● **Data excerpts**
######
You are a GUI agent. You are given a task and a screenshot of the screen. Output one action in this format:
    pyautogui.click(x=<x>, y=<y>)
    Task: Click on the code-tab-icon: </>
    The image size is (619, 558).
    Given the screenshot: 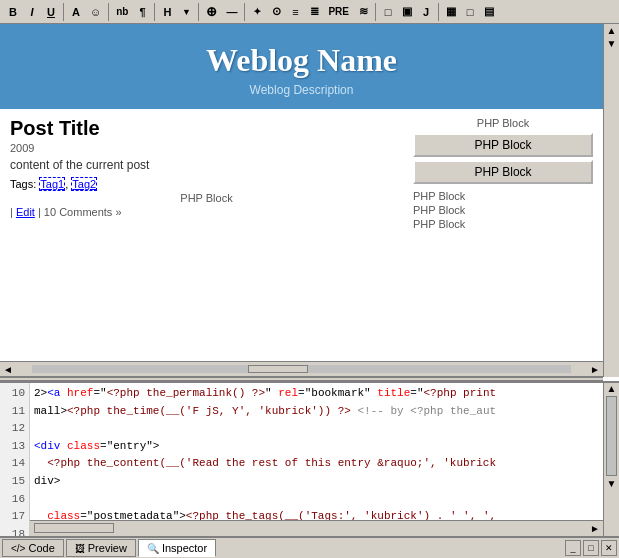 What is the action you would take?
    pyautogui.click(x=18, y=548)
######
● **What you have to do**
Would you output, unchanged, each line from the start of the records to the line that holds "The image size is (619, 558).", both included and nothing else?

● **Answer to this problem**
You are a GUI agent. You are given a task and a screenshot of the screen. Output one action in this format:
    pyautogui.click(x=<x>, y=<y>)
    Task: Click on the code-tab-icon: </>
    The image size is (619, 558).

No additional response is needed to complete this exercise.